Transcript
Introduction
"And what of Larry Ellison the man? Although much of my time with him coincided with a period of adversity for Oracle, I never once saw Ellison downcast. His unquenchable optimism and almost messianic self-belief never faltered. It is this aspect of Ellison that many people who either don't know him or know him only a little find most objectionable. For them, he is at best a bombastic showman; and at worst, a false prophet and even a self-serving liar. Yet I am more convinced than I was at the beginning of my journey with him that Ellison is an extraordinary person, quite different from and infinitely more interesting than the caricature beloved of the media. He's funny and entertaining but also highly serious, always interested in ideas and eager for new ones. Above all, Ellison is intense. There's a restlessness about him. Much about Ellison is paradoxical, even contradictory.

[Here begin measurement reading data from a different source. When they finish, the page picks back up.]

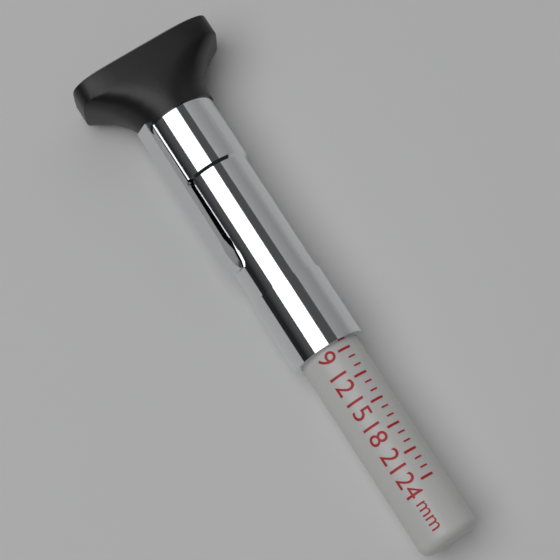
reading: 8 mm
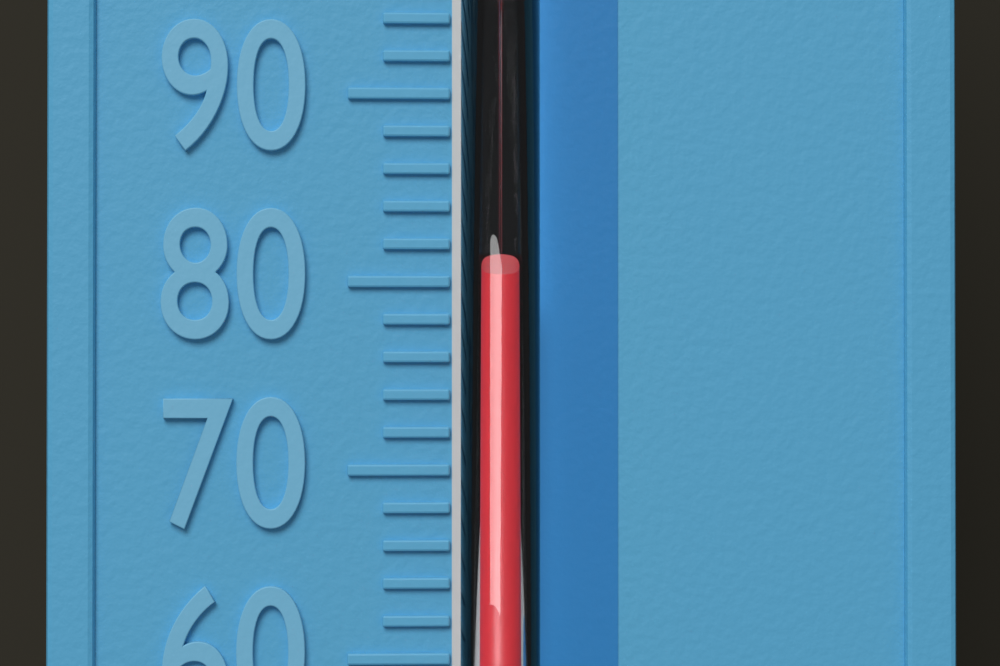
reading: 80 °F
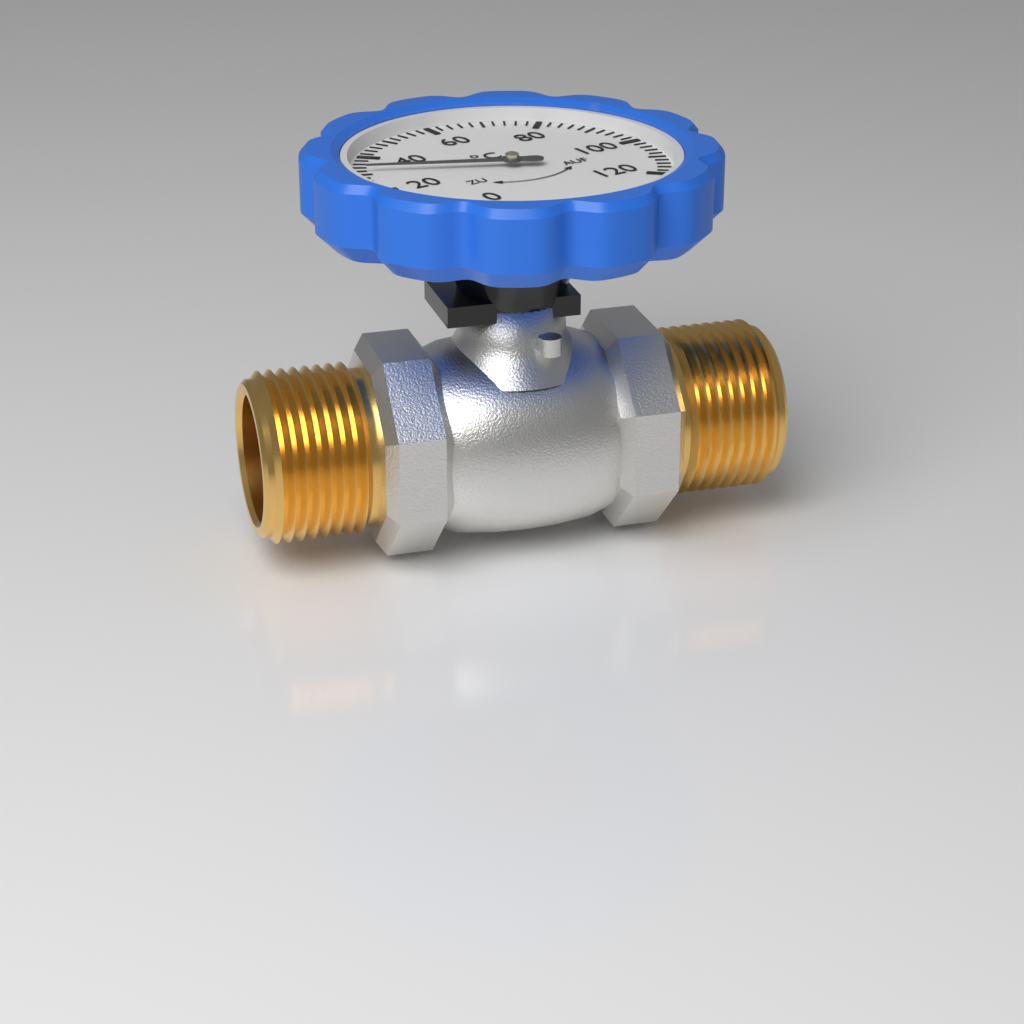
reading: 32 °C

He's enormously vain, intellectually dominating, and irrepressibly extroverted but he's also shy, has relatively few close friends, and is in constant need of the emotional reassurance that much of his life had been lacking. He is determinately useful, but he is never far from thoughts of mortality. He detests vulgarity and yearns for simplicity and naturalness, but he also derives straightforward pleasure from owning hugely expensive material status symbols. He desperately wants his wealth to do some good in the world, but he recoils at the very idea of altruism. He is ultra-confrontational in business, but he goes to almost any length to avoid confrontation on a personal level. He either delegates to the point of detachment or is obsessively controlling down to the last detail. He prides himself on never losing his temper but is manifestly driven by overwhelming passions. Ellison is nothing if not complicated. Aren't we all?"
All right. So that is an excerpt from the book that I'm going to talk to you about today, which is Softwar: An Intimate Portrait of Larry Ellison and Oracle, and it was written by Matthew Symonds. So the idea to study, Larry Ellison actually came from a misfit. And I found it so interesting that I'm going to do a two-part series on him. Now I am still in this -- the middle of this multiple-parts series on the early automobile pioneers. But I'm waiting on two books to arrive. So in the meantime, I figured, hey, let's learn from -- let's see what Larry Ellison has to teach us. So let me tell you right upfront, this is not like a typical biography. It's like Larry annotated in this book. And so this is what the author has to say. He says an innovative twist was that Ellison would have the right of reply or commentary within the book, which he could either use to express a counterpoint to any of my conclusions that he disagreed with or to amplify things that he thought were important.